1. When did you think about writing as a career and what were your first steps into it?
I was always writing as a kid: my diary, poems, stories. I always knew I wanted to write but it wasnt until my late 20s that I got serious about it all and began to attend workshops and send out pieces for publication.
2. Best gigs you've been to?
Rufus Wainwright at Radio City Music Hall, New York; New Order at Electric Picnic; Regina Spektor in Whelans, Dublin.
3. Fantasy birthday party band of choice?
Rufus and Martha Wainwright. Im a huge fan of both and they do a great job when they sing together.
4. The record you'd take to a desert island?
Blue by Joni Mitchell.
5. And the book?
The Complete Stories by Flannery OConnor. Such a brilliant writer; her characters are funny, cruel, colloquial. She would make me laugh and cry.
6. Top three films?
Thelma and Louise, Strictly Ballroom, A Room with a View.
7. Worst film you've seen?
Untamed Heart, starring Christian Slater, about a man with a baboons heart. Truly awful.
8. Favourite authors?
Edna OBrien brilliant on the shaming of women in rural Ireland; Anne Enright spiky, funny and pin-sharp on modern Ireland; Emily Dickinson insightful, concise poems on all the big and small things
9. Sports you most enjoy and top team?
I dont like sport but have been known to shed a tear when certain teams win All-Irelands!
10. Ideal holiday destination?
New York.

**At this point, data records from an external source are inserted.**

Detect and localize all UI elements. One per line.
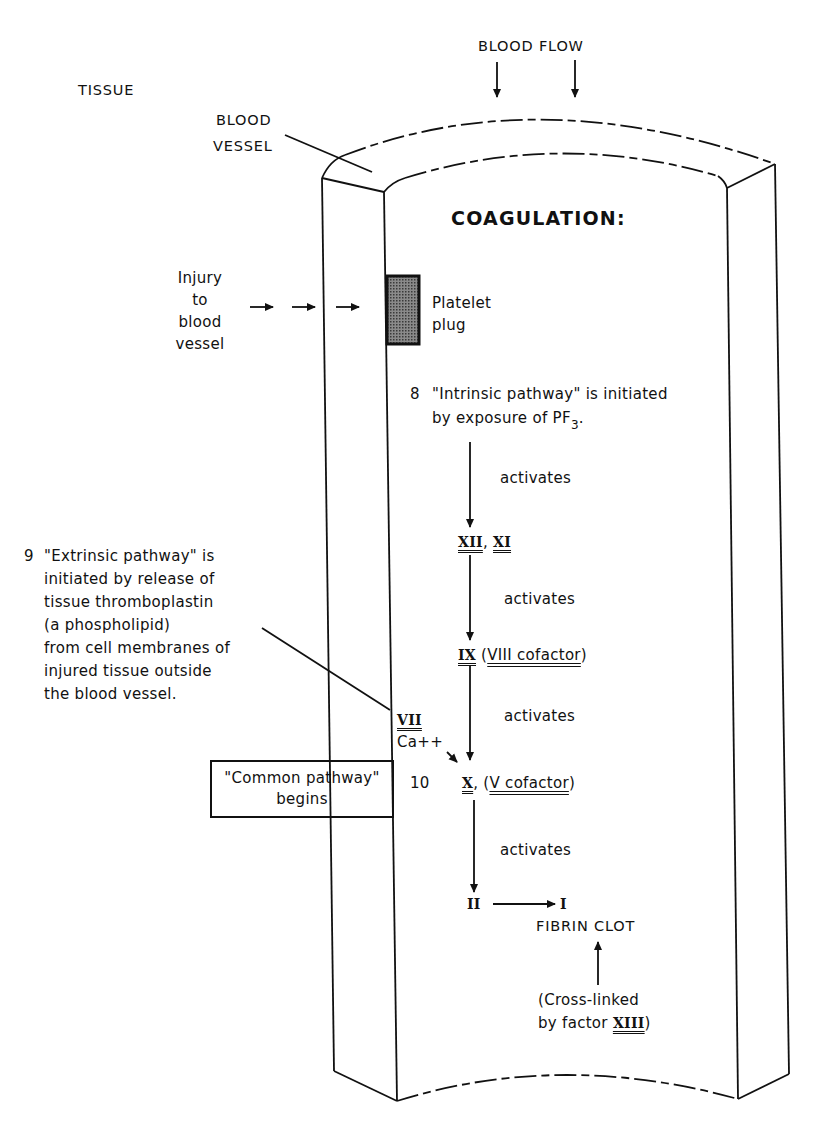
extrinsic-line1: "Extrinsic pathway" is — [44, 546, 215, 566]
injury-label-line1: Injury — [170, 268, 230, 288]
blood-vessel-label-line1: BLOOD — [216, 110, 272, 130]
factor-xiii: XIII — [613, 1015, 645, 1031]
factor-x: X — [462, 775, 473, 791]
cross-linked-line2: by factor XIII) — [538, 1013, 651, 1033]
blood-flow-label: BLOOD FLOW — [478, 36, 584, 56]
factor-ix-group: IX (VIII cofactor) — [458, 645, 587, 665]
factor-x-group: X, (V cofactor) — [462, 773, 575, 793]
pf3-subscript: 3 — [571, 418, 579, 432]
platelet-plug — [387, 276, 419, 344]
factor-ii: II — [467, 894, 481, 914]
common-pathway-box: "Common pathway" begins — [210, 760, 394, 818]
factor-xii: XII — [458, 534, 483, 550]
injury-label-line2: to — [170, 290, 230, 310]
common-pathway-line2: begins — [212, 789, 392, 809]
activates-label-1: activates — [500, 468, 571, 488]
extrinsic-line3: tissue thromboplastin — [44, 592, 213, 612]
vessel-outer-left-edge — [322, 178, 334, 1071]
intrinsic-line1: "Intrinsic pathway" is initiated — [432, 384, 668, 404]
factor-xii-xi: XII, XI — [458, 532, 511, 552]
blood-vessel-label-line2: VESSEL — [213, 136, 273, 156]
intrinsic-line2: by exposure of PF3. — [432, 408, 584, 435]
diagram-title: COAGULATION: — [451, 208, 626, 228]
extrinsic-step-number: 9 — [24, 546, 34, 566]
intrinsic-line2-text: by exposure of PF — [432, 409, 571, 427]
intrinsic-step-number: 8 — [410, 384, 420, 404]
tissue-label: TISSUE — [78, 80, 134, 100]
activates-label-2: activates — [504, 589, 575, 609]
factor-xi: XI — [493, 534, 511, 550]
injury-label-line3: blood — [170, 312, 230, 332]
activates-label-4: activates — [500, 840, 571, 860]
cross-linked-line1: (Cross-linked — [538, 990, 639, 1010]
cross-linked-prefix: by factor — [538, 1014, 613, 1032]
intrinsic-line2-suffix: . — [579, 409, 584, 427]
factor-ix: IX — [458, 647, 476, 663]
factor-i: I — [560, 894, 567, 914]
extrinsic-line7: the blood vessel. — [44, 684, 177, 704]
platelet-plug-label-line2: plug — [432, 315, 466, 335]
extrinsic-line4: (a phospholipid) — [44, 615, 170, 635]
factor-vii-label: VII — [397, 712, 422, 728]
calcium-label: Ca++ — [397, 732, 443, 752]
step-10-number: 10 — [410, 773, 430, 793]
extrinsic-line6: injured tissue outside — [44, 661, 212, 681]
vessel-inner-right-edge — [727, 188, 738, 1099]
factor-v-cofactor: V cofactor — [489, 774, 568, 792]
vessel-outer-right-edge — [775, 164, 789, 1074]
factor-viii-cofactor: VIII cofactor — [487, 646, 581, 664]
cross-linked-suffix: ) — [645, 1014, 651, 1032]
calcium-arrow — [447, 752, 457, 762]
extrinsic-line2: initiated by release of — [44, 569, 214, 589]
activates-label-3: activates — [504, 706, 575, 726]
common-pathway-line1: "Common pathway" — [212, 768, 392, 788]
fibrin-clot-label: FIBRIN CLOT — [536, 916, 635, 936]
factor-vii: VII — [397, 710, 422, 730]
injury-label-line4: vessel — [170, 334, 230, 354]
extrinsic-pointer — [262, 628, 390, 710]
coagulation-diagram: TISSUE BLOOD VESSEL BLOOD FLOW COAGULATI… — [0, 0, 818, 1122]
platelet-plug-label-line1: Platelet — [432, 293, 491, 313]
extrinsic-line5: from cell membranes of — [44, 638, 230, 658]
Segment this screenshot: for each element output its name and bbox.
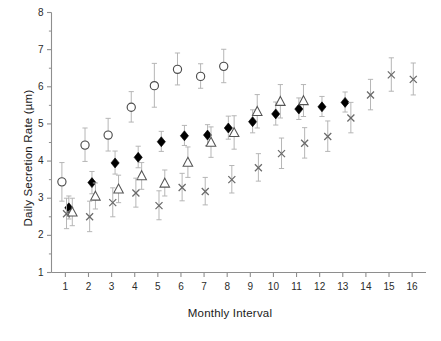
datapoint <box>86 201 93 231</box>
chart-figure: Daily Secretion Rate (µm) Monthly Interv… <box>0 0 441 341</box>
marker-circle-open <box>58 178 66 186</box>
datapoint <box>388 58 395 91</box>
datapoint <box>173 53 181 85</box>
marker-triangle-open <box>276 96 286 105</box>
datapoint <box>324 121 331 151</box>
datapoint <box>157 131 165 151</box>
series-open-triangle <box>68 85 309 226</box>
marker-diamond-filled <box>134 152 142 162</box>
datapoint <box>150 63 158 107</box>
marker-diamond-filled <box>318 102 326 112</box>
series-filled-diamond <box>65 92 349 219</box>
marker-circle-open <box>173 65 181 73</box>
datapoint <box>104 118 112 151</box>
marker-circle-open <box>150 82 158 90</box>
datapoint <box>114 175 124 202</box>
marker-triangle-open <box>183 157 193 166</box>
marker-diamond-filled <box>295 104 303 114</box>
marker-diamond-filled <box>272 109 280 119</box>
marker-circle-open <box>81 141 89 149</box>
marker-diamond-filled <box>111 158 119 168</box>
marker-circle-open <box>197 72 205 80</box>
marker-triangle-open <box>160 178 170 187</box>
marker-circle-open <box>220 62 228 70</box>
datapoint <box>410 63 417 95</box>
datapoint <box>111 151 119 174</box>
datapoint <box>347 102 354 132</box>
datapoint <box>160 170 170 196</box>
datapoint <box>132 178 139 207</box>
datapoint <box>58 163 66 202</box>
plot-canvas <box>0 0 441 341</box>
datapoint <box>278 138 285 168</box>
marker-diamond-filled <box>249 117 257 127</box>
marker-diamond-filled <box>180 131 188 141</box>
datapoint <box>318 96 326 116</box>
datapoint <box>180 125 188 145</box>
marker-triangle-open <box>299 96 309 105</box>
datapoint <box>229 116 239 149</box>
marker-diamond-filled <box>224 123 232 133</box>
datapoint <box>197 64 205 89</box>
datapoint <box>134 146 142 168</box>
datapoint <box>155 191 162 220</box>
marker-triangle-open <box>252 106 262 115</box>
datapoint <box>301 128 308 158</box>
datapoint <box>255 154 262 181</box>
datapoint <box>127 92 135 122</box>
marker-circle-open <box>104 131 112 139</box>
datapoint <box>220 49 228 82</box>
series-cross-marker <box>63 58 417 232</box>
marker-diamond-filled <box>341 97 349 107</box>
datapoint <box>367 79 374 109</box>
datapoint <box>81 128 89 161</box>
datapoint <box>179 173 186 200</box>
datapoint <box>183 147 193 177</box>
datapoint <box>202 177 209 204</box>
marker-triangle-open <box>114 184 124 193</box>
marker-circle-open <box>127 103 135 111</box>
datapoint <box>341 92 349 112</box>
marker-diamond-filled <box>157 137 165 147</box>
datapoint <box>228 166 235 193</box>
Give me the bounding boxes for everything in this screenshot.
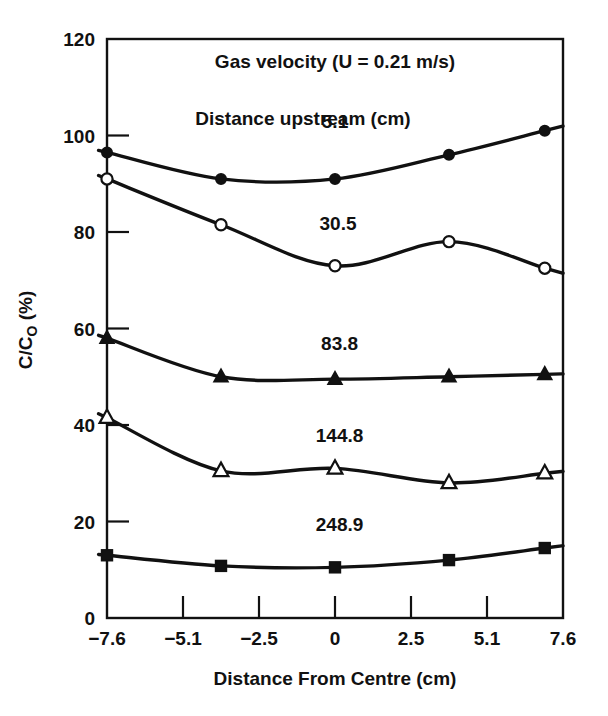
y-tick-label: 0 [84,608,95,629]
y-tick-label: 80 [74,222,95,243]
y-tick-label: 20 [74,512,95,533]
marker-open-circle-30.5-3 [443,236,454,247]
y-axis-title-subscript: O [24,325,40,336]
marker-open-circle-30.5-4 [539,263,550,274]
series-label-144.8: 144.8 [316,425,364,446]
marker-open-circle-30.5-2 [329,260,340,271]
y-tick-label: 40 [74,415,95,436]
series-label-248.9: 248.9 [316,514,364,535]
x-tick-label: 7.6 [550,628,576,649]
marker-filled-circle-5.1-2 [330,174,340,184]
marker-filled-square-248.9-1 [216,560,227,571]
marker-filled-circle-5.1-4 [540,125,550,135]
y-tick-label: 100 [63,126,95,147]
x-tick-label: 5.1 [474,628,501,649]
marker-filled-square-248.9-0 [102,550,113,561]
y-tick-label: 60 [74,319,95,340]
distance-upstream-annotation: Distance upstream (cm) [195,108,410,129]
x-tick-label: 2.5 [398,628,425,649]
x-tick-label: −5.1 [164,628,202,649]
marker-open-circle-30.5-0 [101,173,112,184]
y-tick-label: 120 [63,29,95,50]
x-tick-label: −2.5 [240,628,278,649]
marker-filled-square-248.9-2 [330,562,341,573]
series-label-83.8: 83.8 [321,333,358,354]
chart-title: Gas velocity (U = 0.21 m/s) [215,51,455,72]
marker-open-circle-30.5-1 [215,219,226,230]
y-axis-title-main: C/C [15,336,36,369]
marker-filled-square-248.9-4 [539,543,550,554]
marker-filled-circle-5.1-1 [216,174,226,184]
marker-filled-circle-5.1-0 [102,147,112,157]
series-label-30.5: 30.5 [320,213,357,234]
y-axis-title-unit: (%) [15,291,36,326]
marker-filled-square-248.9-3 [444,555,455,566]
concentration-profile-chart: −7.6−5.1−2.502.55.17.6 020406080100120 5… [0,0,608,716]
x-tick-label: −7.6 [88,628,126,649]
x-tick-label: 0 [330,628,341,649]
marker-filled-circle-5.1-3 [444,150,454,160]
x-axis-title: Distance From Centre (cm) [214,668,457,689]
chart-figure: −7.6−5.1−2.502.55.17.6 020406080100120 5… [0,0,608,716]
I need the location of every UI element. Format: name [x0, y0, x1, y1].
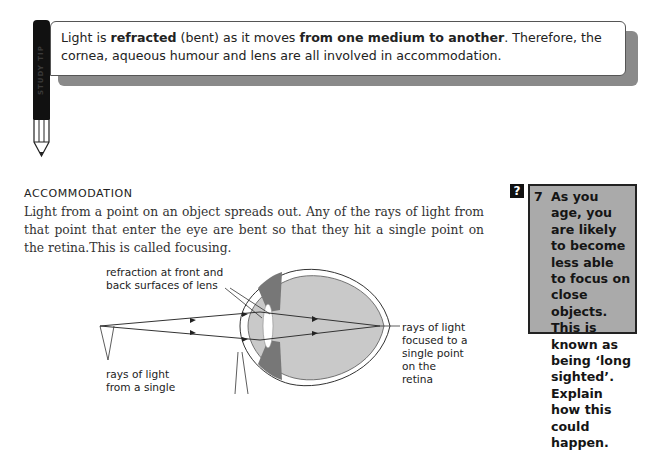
- question-mark-icon: ?: [510, 184, 524, 198]
- pencil-icon: STUDY TIP: [33, 20, 50, 120]
- rays-focused-label: rays of light focused to a single point …: [402, 321, 470, 386]
- tip-text-bold-refracted: refracted: [111, 30, 177, 45]
- question-number: 7: [534, 189, 543, 205]
- pencil-label: STUDY TIP: [33, 26, 50, 114]
- refraction-label: refraction at front and back surfaces of…: [106, 266, 241, 292]
- pencil-tip-icon: [33, 120, 50, 158]
- tip-text-2: (bent) as it moves: [176, 30, 299, 45]
- question-box: 7 As you age, you are likely to become l…: [528, 184, 637, 334]
- tip-text-bold-medium: from one medium to another: [299, 30, 504, 45]
- rays-source-label: rays of light from a single: [106, 368, 176, 394]
- question-text: As you age, you are likely to become les…: [551, 189, 631, 452]
- study-tip-box: Light is refracted (bent) as it moves fr…: [50, 21, 626, 76]
- section-heading: ACCOMMODATION: [24, 187, 133, 200]
- tip-text-1: Light is: [61, 30, 111, 45]
- eye-focusing-diagram: refraction at front and back surfaces of…: [90, 260, 400, 394]
- body-paragraph: Light from a point on an object spreads …: [24, 203, 484, 257]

I got married there and just love the place: its familiar but different, has brilliant art, bookshops and veggie food.
11. Pet hate?
People who always arrive late.
12. What's your favourite:
Dinner? Chargrilled halloumi or chickpea curry.
Dessert? Tiramisu
Drink? Rioja or Chianti
13. Who is your best friend and how do you know each other?
Karen and I met on a FAS course in computers in 1995 and weve been through a ton since: births, marriages, divorce, death all manner of fun and sadness. We tell each other everything.
14. Is there a God?
Not for me. When my sister was dying she told me she knew there was nothing beyond; that finished it for me definitively. I wish I did believe in something, though; people seem to take huge comfort from the notion of a higher presence that would be nice.
:: Nuala N Chonchir appears at the Crescent Arts Centre along with Henrietta McKervey on Monday at 8.30pm, as part of the Belfast Book Festival. Her novel The Closet of Savage Mementoes is out now.